My favorite algorithm

2025-10-03 programming number theory

If you had asked me what my favorite algorithm was, at any point in the last 6ish years, I would have told you the Sieve of Eratosthenes.

The algorithm’s goal is to find all prime numbers less than some maximum N. Here it is in full:

sieve := an N-length array of booleans, initialized to true
sieve[0] = false
sieve[1] = false

for each p in 2 to N:
    if sieve[p]:
        for each c in p^2 to N, incrementing by p:
            sieve[c] = false

At the end of the algorithm, the primality of every integer from 0 to N is indicated by sieve[n]. You can add a final pass over that array to extract just the primes from it if you need to.

That’s it that’s the whole algorithm, and I love it. It’s very elegant—basically 4 lines plus some simple setup. And it works in a weird way, iterating over and checking the sieve while building it at the same time.

The quick explanation is that we’re counting up and finding prime numbers along the way, starting at the smallest prime we know (2). Every time we find a new prime number p, we just cross off all of its multiples c (seting sieve[c] = false). And we can start that crossing-off at p^2 because any smaller multiple of p would have been caught when we crossed off its smaller prime multiples.

Even cooler is its runtime complexity. You can take a minute to figure it out for yourself but the analysis is weird enough that I wouldn’t expect most people to get an accurate lower bound.

The sieve runs in O(N * log log N). Double log! If you said O(N^2) then you’d be just like me the first time I ran into it. To understand the bound, the first crossing-off (when we find that 2 is prime) does roughly N/2 crosses. The next one does N/3, then N/5, N/7, etc.—in total it’s N times the sum of the reciprocals of primes < N, a series which famously diverges at the very slow rate of log(log(n)).

Nested loop be damned, it’s basically linear. log(log(n)) doesn’t go past 4 until n is roughly one septillion (10^24). If you’re running a sieve that large then I don’t know what to tell you.

Anyway that’s my favorite algorithm. I’ve written it a lot for random Project Euler problems. I do not know how to end this post. I love you, good bye.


__Goal of the exercise__:
Because the entries hold pictures, reproduce only their words, exactly as written.

--- Data to use Enclosed Below ---

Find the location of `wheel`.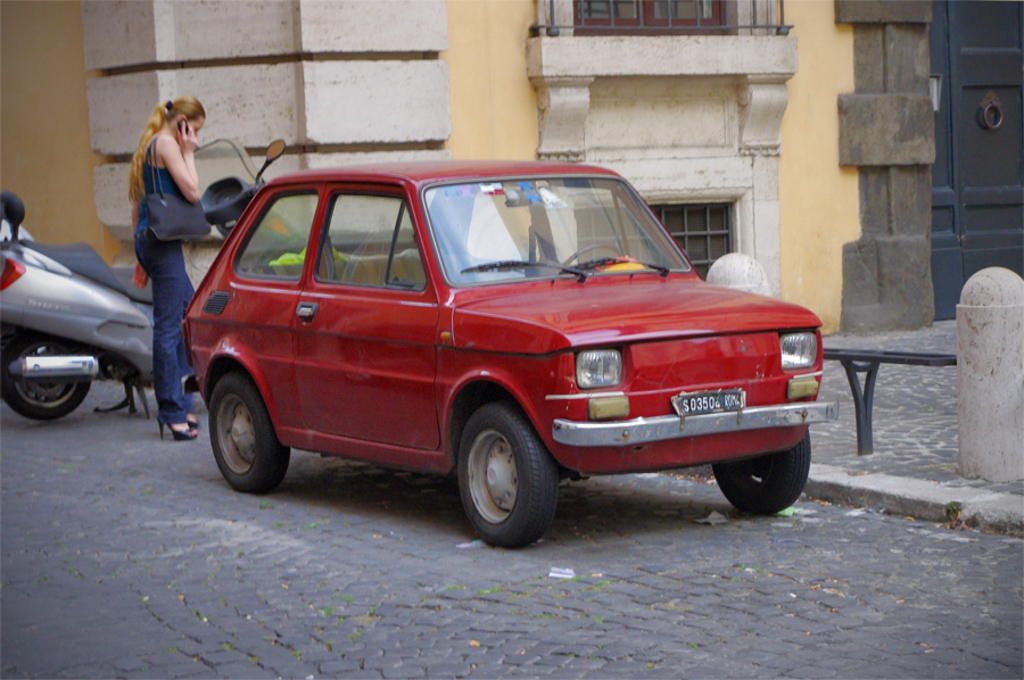
Location: <box>0,333,91,420</box>.
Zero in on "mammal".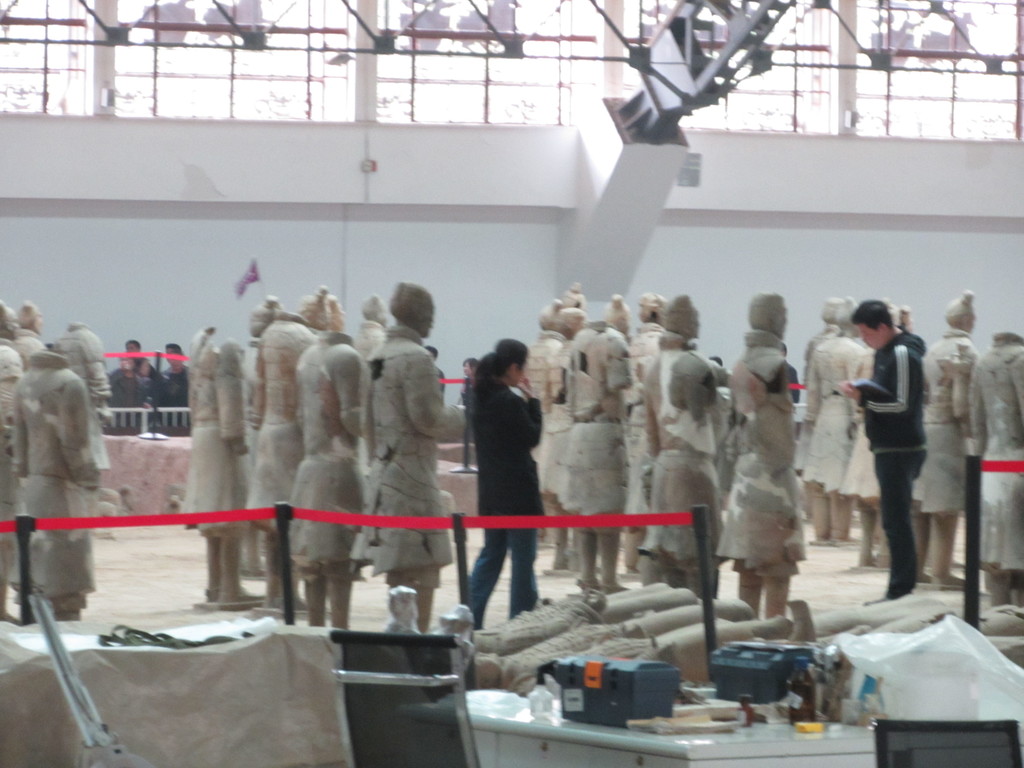
Zeroed in: BBox(15, 300, 45, 360).
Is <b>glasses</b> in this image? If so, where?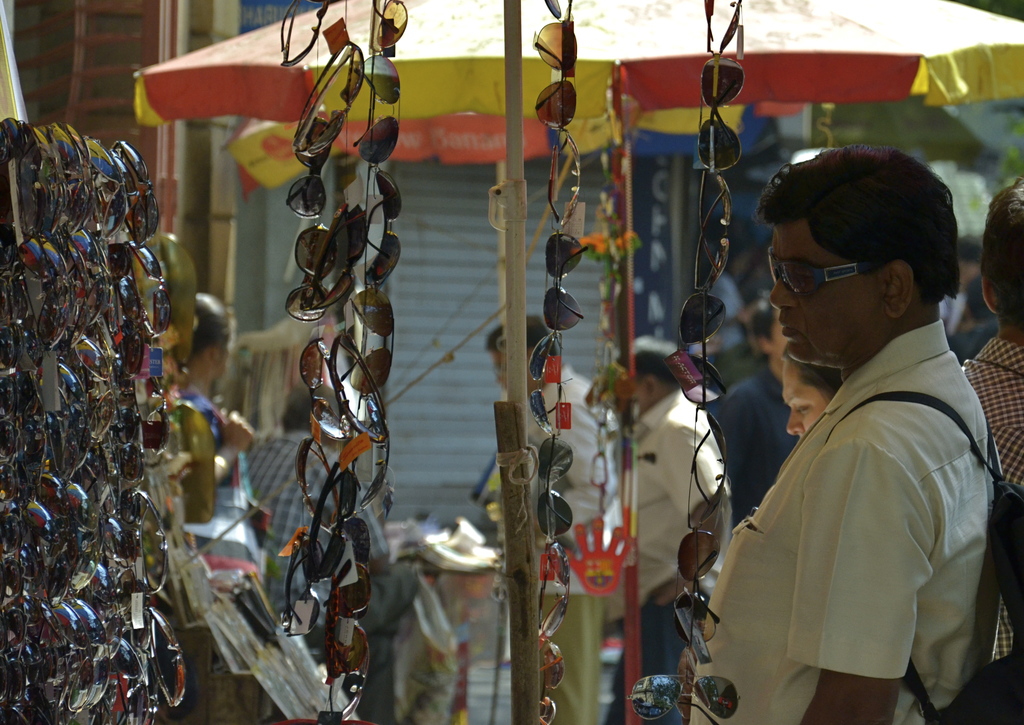
Yes, at rect(528, 328, 563, 436).
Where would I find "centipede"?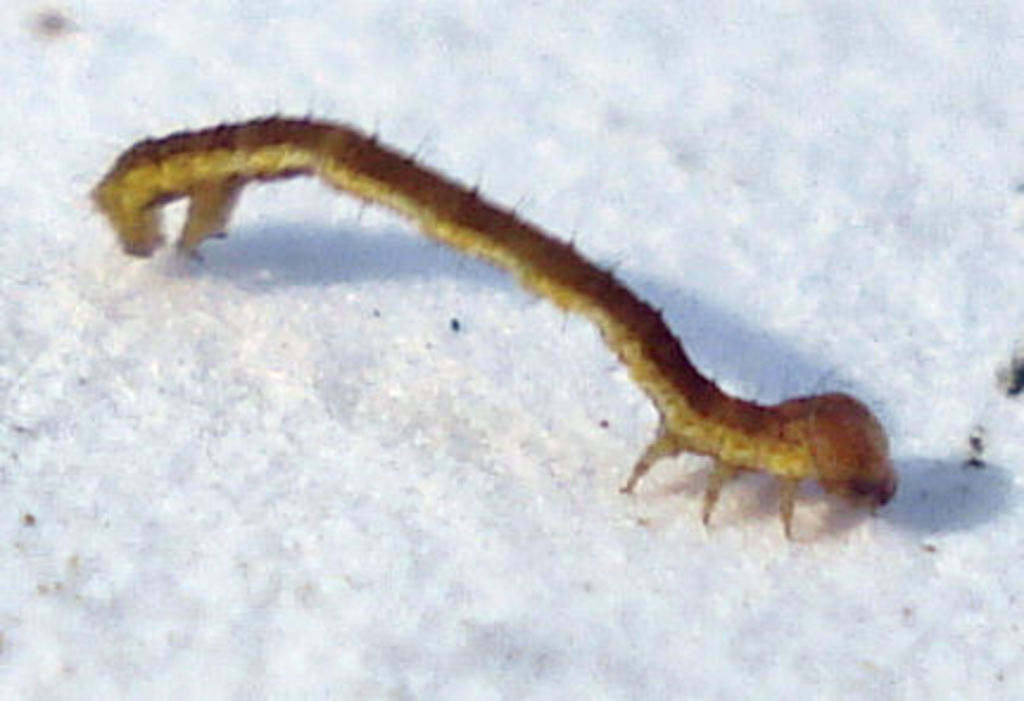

--- End of Enclosed Data to use ---

__Solution for this task__:
Find the location of `wheel`.
Location: <box>0,333,91,420</box>.
Zero in on "mammal".
Zeroed in: BBox(15, 300, 45, 360).
Is <b>glasses</b> in this image? If so, where?
Yes, at rect(528, 328, 563, 436).
Where would I find "centipede"?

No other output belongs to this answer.